Others
Source: The Chess Player's Chronicle (January 1878), vol. 2, no. 13, page 31 https://books.google.com/books?id=xjACAAAAYAAJ&pg=PA31#v=onepage&q&f=false: Annotation by William Wayte (1829-1898): "Still flying at high game, in accordance with the rule, "When you see a good move look out for a better." "
Source: "[I]t is necessary always to bear in mind these prudential rules, viz.: having a good move, to seek for a better." Dominico Ercole del Rio, <i>The Incomparable Game of Chess</i>, trans. J.S. Bingham (London 1820), 35-36. Note Bingham incorrectly credits Ercole del Rio with work that was authored by Domenico Lorenzo Ponziani
“What concerns me fundamentaly is a meteoric burlesk melodrama, born of the immemorial adage love will find a way.”
A Foreword to Krazy (1946)
Help us to complete the source, original and additional information
E.E. Cummings 208
American poet 1894–1962Related quotes
O Taste and See : New Poems (1964), The Secret
Context: I love them
for finding what
I can't find, and for loving me
for the line I wrote,
and for forgetting it
so that a thousand times, till death
finds them, they may
discover it again, in other
lines in other
happenings. And for
wanting to know it,
for assuming there is
such a secret, yes,
for that
most of all.
Time Has Told Me
Song lyrics, Five Leaves Left (1969)
Source: The Greatest Salesman in the World (1968), Ch. 9 : The Scroll Marked II, p. 59.

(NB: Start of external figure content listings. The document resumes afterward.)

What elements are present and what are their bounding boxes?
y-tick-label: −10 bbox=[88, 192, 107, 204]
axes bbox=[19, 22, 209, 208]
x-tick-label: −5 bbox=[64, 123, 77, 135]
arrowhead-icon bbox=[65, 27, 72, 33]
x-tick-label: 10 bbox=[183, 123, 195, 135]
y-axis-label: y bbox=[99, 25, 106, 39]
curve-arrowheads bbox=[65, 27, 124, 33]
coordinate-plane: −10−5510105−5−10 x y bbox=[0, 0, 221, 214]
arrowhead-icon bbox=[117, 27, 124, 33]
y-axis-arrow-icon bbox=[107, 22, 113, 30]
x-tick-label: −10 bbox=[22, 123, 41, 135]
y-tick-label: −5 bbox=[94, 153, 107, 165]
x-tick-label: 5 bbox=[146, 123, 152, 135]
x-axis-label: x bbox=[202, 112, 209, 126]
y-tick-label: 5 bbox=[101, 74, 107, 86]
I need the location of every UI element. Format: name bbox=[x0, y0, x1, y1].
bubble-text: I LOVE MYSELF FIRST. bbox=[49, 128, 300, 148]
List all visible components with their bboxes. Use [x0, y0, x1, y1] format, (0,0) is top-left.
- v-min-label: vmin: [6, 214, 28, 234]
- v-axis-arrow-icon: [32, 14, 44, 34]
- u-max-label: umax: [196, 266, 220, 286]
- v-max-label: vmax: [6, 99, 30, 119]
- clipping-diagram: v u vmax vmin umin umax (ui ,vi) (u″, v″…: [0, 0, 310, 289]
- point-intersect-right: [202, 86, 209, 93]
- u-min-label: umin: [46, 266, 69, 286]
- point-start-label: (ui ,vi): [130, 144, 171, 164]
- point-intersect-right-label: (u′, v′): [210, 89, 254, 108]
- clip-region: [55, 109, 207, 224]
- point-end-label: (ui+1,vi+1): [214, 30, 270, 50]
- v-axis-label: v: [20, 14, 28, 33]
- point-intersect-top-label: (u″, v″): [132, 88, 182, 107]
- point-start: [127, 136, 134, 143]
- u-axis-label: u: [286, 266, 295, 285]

Context: Henceforth I will look upon all things with love and I will be born again. I will love the sun for it warms my bones; yet I will love the rain for it cleanses my spirit. I will love the light for it shows me the way; yet I will love the darkness for it shows me the stars. I will welcome happiness because it enlarges my heart; yet I will endure sadness because it opens my soul. I will acknowledge rewards because they are my due; yet I will welcome obstacles because they are my challenge.
I will greet this day with love in my heart.
The Bulletin, San Francisco, California, December 2, 1916, part 2, p. 1.
Also included in Jack London’s Tales of Adventure, ed. Irving Shepard, Introduction, p. vii (1956)
Context: I would rather be ashes than dust! I would rather that my spark should burn out in a brilliant blaze than it should be stifled by dry-rot. I would rather be a superb meteor, every atom of me in magnificent glow, than a sleepy and permanent planet. The proper function of man is to live, not to exist. I shall not waste my days in trying to prolong them. I shall use my time.
“Love will find a way against time itself.”